Widening Perspective: An Examination of Edith Standen, the Art Secretary to the Widener Art Collection at Lynnewood Hall
Degree type
Graduate group
Discipline
Subject
Edith Standen
Joseph Widener
Peter A.B. Widener
Gilde Age Art Collection
Lynnewood Hall
Funder
Grant number
Copyright date
Distributor
Related resources
Author
Contributor
Abstract
This thesis studies the art collection amassed by Peter A.B. Widener and refined by his son Joseph during and at the end of the American Gilded Age. Spanning the years after the Civil War into the 1920s, many new-monied men like P. A. B. Widener, who made his fortune building the Philadelphia transit system, collected art, namely Old Masters, to build social status and demonstrate wealth. In 1897, Peter A.B. Widener hired Philadelphia architect Horace Trumbauer to design a palatial family estate, Lynnewood Hall, as a residence and gallery space for his art collection. Both Widener men believed art enhanced human experience and opened the private collection to the public. In 1929, Joseph Widener hired Edith Standen as Art Secretary for the collection.
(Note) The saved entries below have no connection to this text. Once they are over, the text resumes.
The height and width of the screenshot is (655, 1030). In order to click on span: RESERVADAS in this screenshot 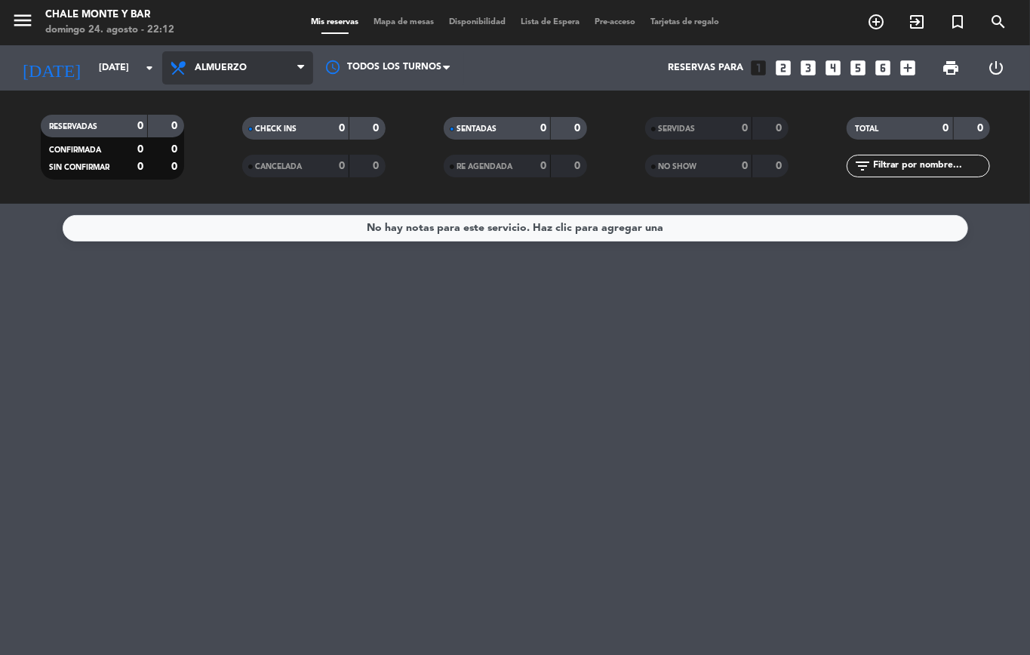, I will do `click(74, 127)`.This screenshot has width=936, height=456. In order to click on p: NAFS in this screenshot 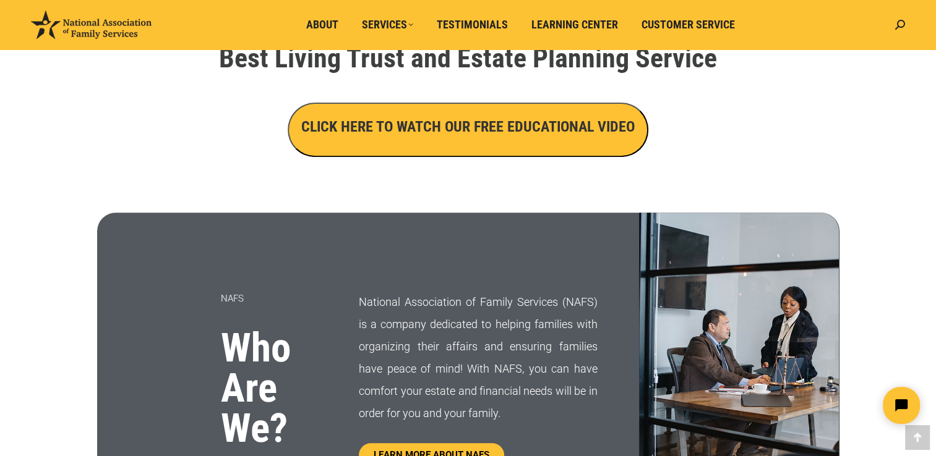, I will do `click(275, 299)`. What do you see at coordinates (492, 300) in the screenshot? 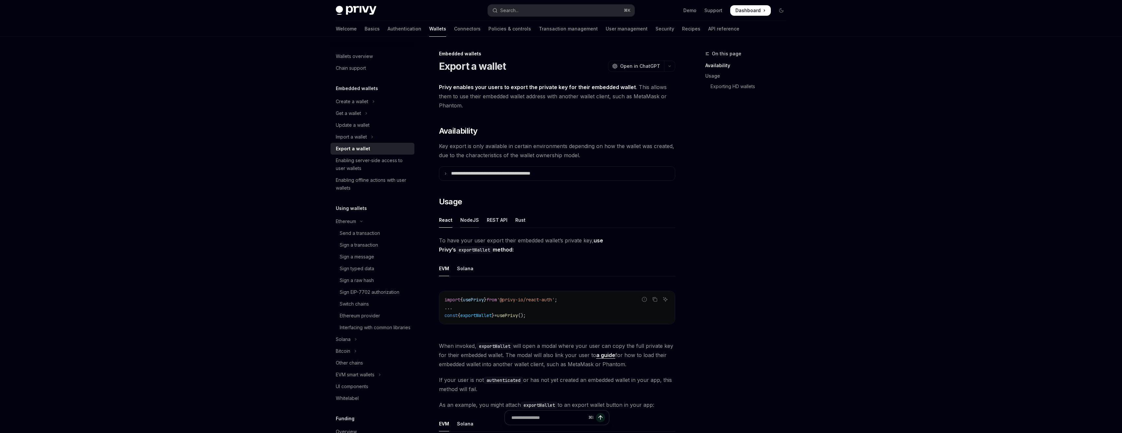
I see `span: from` at bounding box center [492, 300].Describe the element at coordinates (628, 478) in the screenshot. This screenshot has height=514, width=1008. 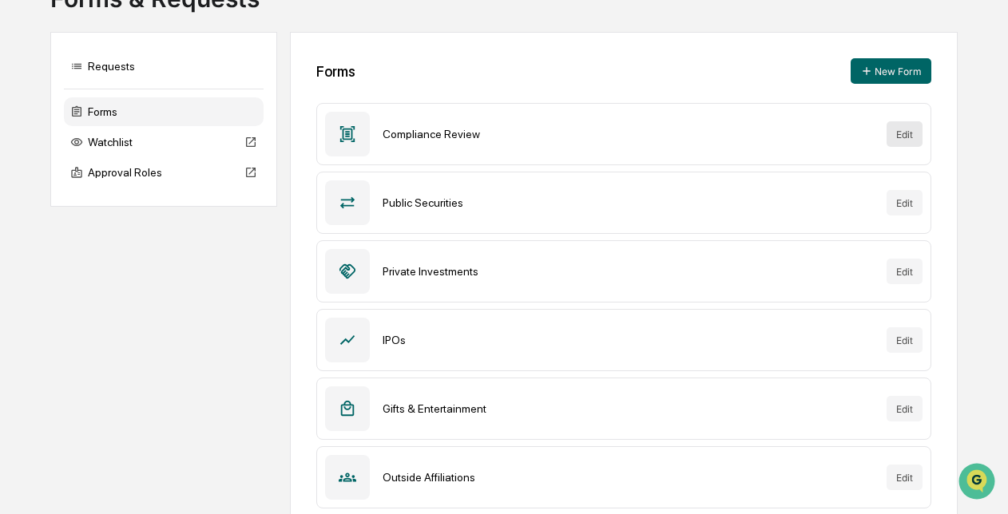
I see `div: Outside Affiliations` at that location.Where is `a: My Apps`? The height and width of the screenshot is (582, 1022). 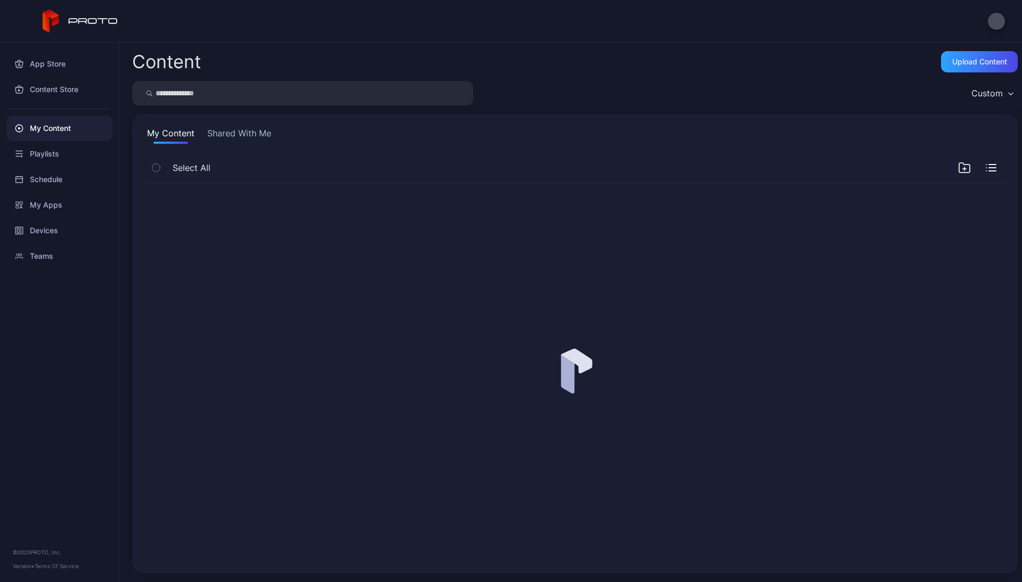
a: My Apps is located at coordinates (59, 205).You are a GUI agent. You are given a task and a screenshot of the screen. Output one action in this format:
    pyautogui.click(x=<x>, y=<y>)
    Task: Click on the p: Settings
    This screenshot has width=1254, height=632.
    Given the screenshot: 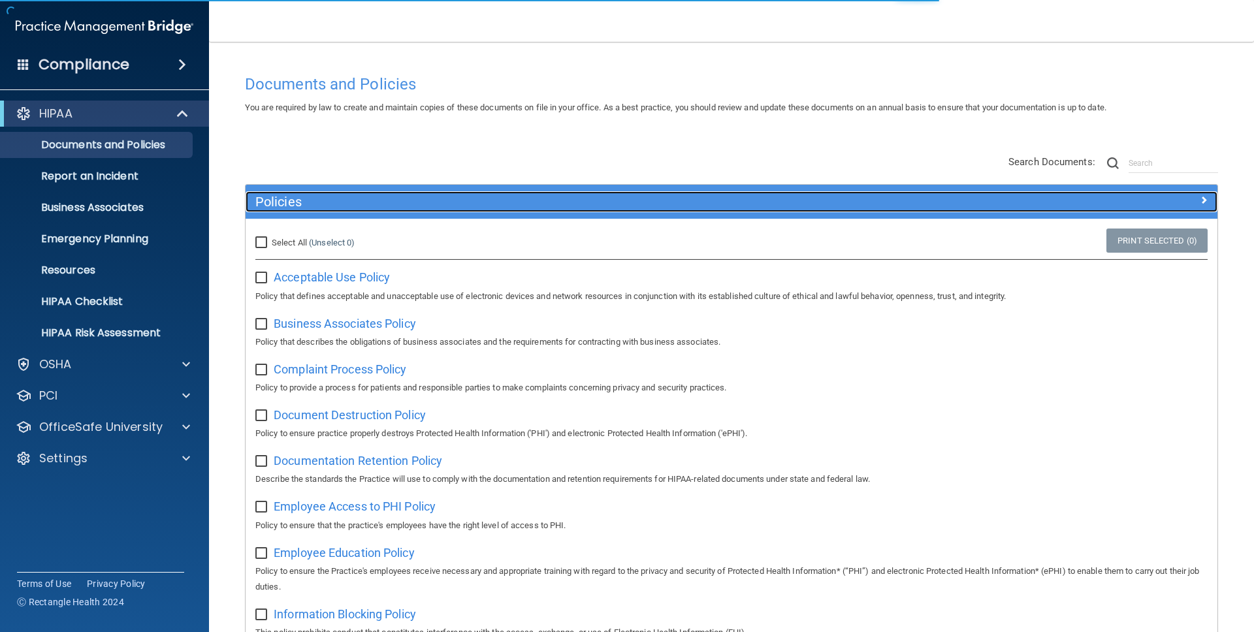 What is the action you would take?
    pyautogui.click(x=63, y=458)
    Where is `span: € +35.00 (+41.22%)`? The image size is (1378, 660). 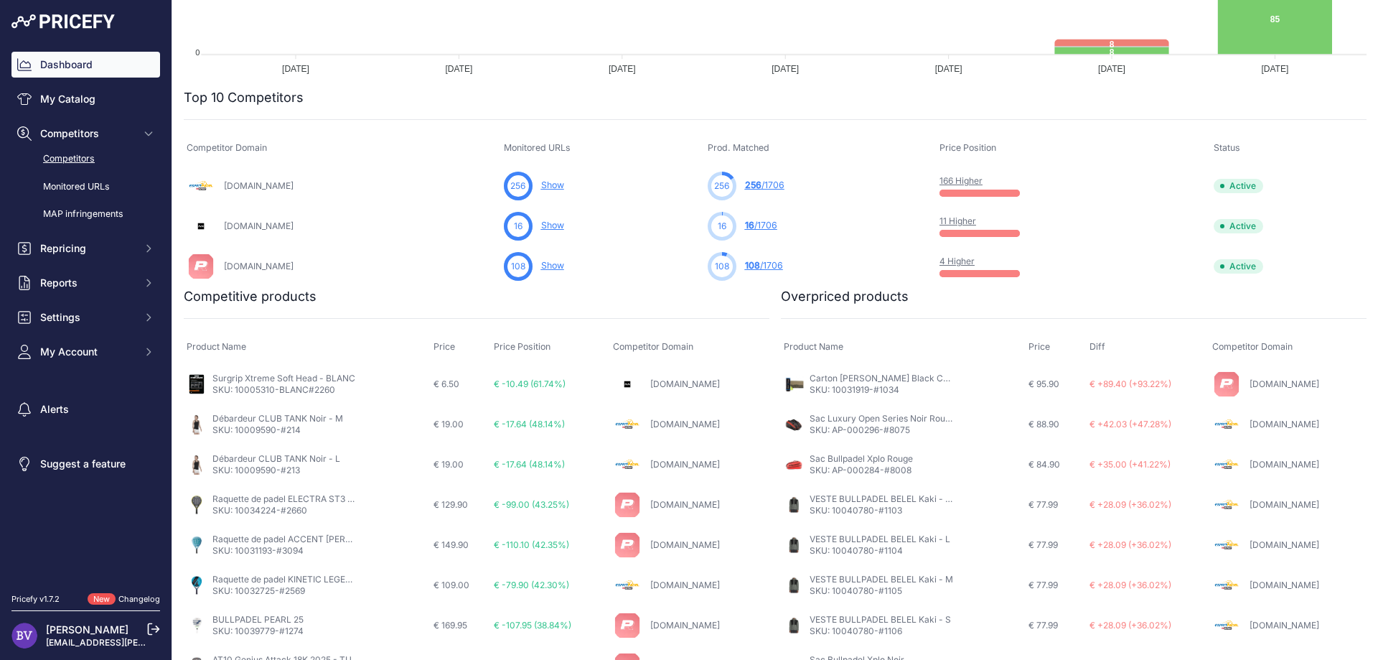 span: € +35.00 (+41.22%) is located at coordinates (1130, 464).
Edith’s diaries, correspondence, and her written work related to Lynnewood Hall, reveal her influential role in presenting the collection to visitors, establishing records for and researching the history of objects, and preparing the collection during its transition to the National Art Gallery in Washington D.C. following Joseph Widener’s donation to the new museum in 1942. The Widener Collection will never again hang in Lynnewood Hall’s gallery spaces, but Edith Standen’s written words document the art and life in the house and paint a picture or Widener-era Lynnewood Hall that can inspire future interpretations and installations of art or theatrical representations of the Widener Collection. Returning art to Lynnewood Hall in one way or another can return a spirit of artful presence to a house built for art.